Former world champion Andre Ward said the winner of next week’s showdown of unbeatens between himself and world light heavyweight champion Sergey Kovalev should be seen as boxing’s pound-for-pound king.
“It would be really hard to go against that, based on both our resumes, and us stepping up and being willing to fight,” Ward said on Tuesday on an international conference call. “The winner of this fight should be pound-for-pound No. 1.”
The bout in Las Vegas on Saturday next week will see Russia’s Kovalev, 30-0 with one draw and 26 knockouts, defend the World Boxing Association, International Boxing Federation and World Boxing Organization crowns for a fifth time since beating Bernard Hopkins for them all in a unification bout.
“This fight is a great opportunity for both of us to show the boxing world who is the best pound-for-pound,” Kovalev said. “It’s going to be a war between us.”
Ward, a 32-year-old American, is 30-0 with 15 knockouts. He was the 2004 Athens Olympics light heavyweight champion, the most recent US fighter to claim Olympic gold.
“I’ve heard people say I’m not the same fighter I was in my 20s and I hope I’m not,” Ward said. “I should be getting better.”
After an 18-month layoff, Ward fights for the third time in 17 months, his most recent triumph a unanimous decision over Colombia’s Alexander Brand three months ago before a hometown crowd in Oakland, California.
“It’s surreal. Fighting as a young kid we never got too caught up in ourselves. I get a little scared to look back on what we’ve accomplished and relish it, because the clock is still ticking. I’m still going. I’ve got to show up and do what I’m still doing. When I do peek back, just for a split second, it’s overwhelming,” Ward said
Ward, who held a share of the world super middleweight crown from 2009 to 2013, said the fight would go beyond easy labels of Kovalev as a big puncher and Ward as an elusive target trying to get rivals off their game.
“If it was just about me being a neutralizer, some of these big punchers would walk right through me. There’s more to me than that,” Ward said. “He’s not a brawler. He thinks in there. We’re ready for whatever he brings. That’s the key. It’s about making constant adjustments.”
Kovalev, 33, had been in talks to fight for an undisputed title with Haitian-born Canadian southpaw Adonis Stevenson, the World Boxing Council champion who is 28-1 with 23 knockouts, but when no deal could be struck, Kovalev surrendered his mandatory challenger rights to face a fighter he said he thinks will be his toughest foe yet.
“He has never lost before, but it’s my job. Let me do it and break his zero,” Kovalev said. “I don’t have any different strategy. My strategy is just to win.”
“He’s in the way of my goals and my dreams. I can’t give this to him. I want to destroy him,” he added.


■ WORK TO COMPLETE ■
Copy every entry exactly.

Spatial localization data

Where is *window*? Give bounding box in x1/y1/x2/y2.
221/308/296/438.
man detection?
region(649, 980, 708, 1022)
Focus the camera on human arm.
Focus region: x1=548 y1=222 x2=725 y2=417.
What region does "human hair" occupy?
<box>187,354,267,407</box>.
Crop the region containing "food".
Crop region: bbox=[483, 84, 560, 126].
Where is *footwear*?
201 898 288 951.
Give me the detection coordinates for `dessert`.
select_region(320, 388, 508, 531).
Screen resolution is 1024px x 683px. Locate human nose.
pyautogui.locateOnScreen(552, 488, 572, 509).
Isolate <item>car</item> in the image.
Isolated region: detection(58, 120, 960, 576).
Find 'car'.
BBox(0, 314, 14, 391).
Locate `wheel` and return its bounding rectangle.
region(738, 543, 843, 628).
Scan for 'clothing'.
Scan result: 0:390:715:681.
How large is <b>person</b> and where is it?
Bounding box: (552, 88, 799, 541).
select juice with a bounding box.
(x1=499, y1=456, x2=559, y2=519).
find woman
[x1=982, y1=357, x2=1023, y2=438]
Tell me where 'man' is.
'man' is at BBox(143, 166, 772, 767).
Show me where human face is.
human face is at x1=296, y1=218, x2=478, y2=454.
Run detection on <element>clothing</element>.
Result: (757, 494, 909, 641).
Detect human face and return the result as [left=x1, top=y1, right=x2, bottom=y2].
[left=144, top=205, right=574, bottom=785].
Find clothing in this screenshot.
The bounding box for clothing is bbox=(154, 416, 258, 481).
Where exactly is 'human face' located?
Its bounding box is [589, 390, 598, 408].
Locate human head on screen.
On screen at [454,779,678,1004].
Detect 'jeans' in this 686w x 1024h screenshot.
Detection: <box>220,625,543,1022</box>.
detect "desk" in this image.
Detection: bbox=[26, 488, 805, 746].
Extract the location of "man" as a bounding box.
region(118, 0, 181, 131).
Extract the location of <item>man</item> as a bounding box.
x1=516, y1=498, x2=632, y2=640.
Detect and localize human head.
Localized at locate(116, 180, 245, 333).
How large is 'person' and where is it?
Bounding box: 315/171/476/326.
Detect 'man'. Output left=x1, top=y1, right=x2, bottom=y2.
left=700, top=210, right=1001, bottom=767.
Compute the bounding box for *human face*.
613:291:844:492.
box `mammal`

■ OUTPUT OF THE EXERCISE ■
Where is *window*? Give bounding box in x1/y1/x2/y2.
221/308/296/438.
man detection?
region(649, 980, 708, 1022)
Focus the camera on human arm.
Focus region: x1=548 y1=222 x2=725 y2=417.
What region does "human hair" occupy?
<box>187,354,267,407</box>.
Crop the region containing "food".
Crop region: bbox=[483, 84, 560, 126].
Where is *footwear*?
201 898 288 951.
Give me the detection coordinates for `dessert`.
select_region(320, 388, 508, 531).
Screen resolution is 1024px x 683px. Locate human nose.
pyautogui.locateOnScreen(552, 488, 572, 509).
Isolate <item>car</item> in the image.
Isolated region: detection(58, 120, 960, 576).
Find 'car'.
BBox(0, 314, 14, 391).
Locate `wheel` and return its bounding rectangle.
region(738, 543, 843, 628).
Scan for 'clothing'.
Scan result: 0:390:715:681.
How large is <b>person</b> and where is it?
Bounding box: (552, 88, 799, 541).
select juice with a bounding box.
(x1=499, y1=456, x2=559, y2=519).
find woman
[x1=982, y1=357, x2=1023, y2=438]
Tell me where 'man' is.
'man' is at BBox(143, 166, 772, 767).
Show me where human face is.
human face is at x1=296, y1=218, x2=478, y2=454.
Run detection on <element>clothing</element>.
Result: (757, 494, 909, 641).
Detect human face and return the result as [left=x1, top=y1, right=x2, bottom=y2].
[left=144, top=205, right=574, bottom=785].
Find clothing in this screenshot.
The bounding box for clothing is bbox=(154, 416, 258, 481).
Where exactly is 'human face' located?
Its bounding box is [589, 390, 598, 408].
Locate human head on screen.
On screen at [454,779,678,1004].
Detect 'jeans' in this 686w x 1024h screenshot.
Detection: <box>220,625,543,1022</box>.
detect "desk" in this image.
Detection: bbox=[26, 488, 805, 746].
Extract the location of "man" as a bounding box.
region(118, 0, 181, 131).
Extract the location of <item>man</item> as a bounding box.
x1=516, y1=498, x2=632, y2=640.
Detect and localize human head.
Localized at locate(116, 180, 245, 333).
How large is 'person' and where is it?
Bounding box: 315/171/476/326.
Detect 'man'. Output left=x1, top=y1, right=x2, bottom=y2.
left=700, top=210, right=1001, bottom=767.
Compute the bounding box for *human face*.
613:291:844:492.
box `mammal`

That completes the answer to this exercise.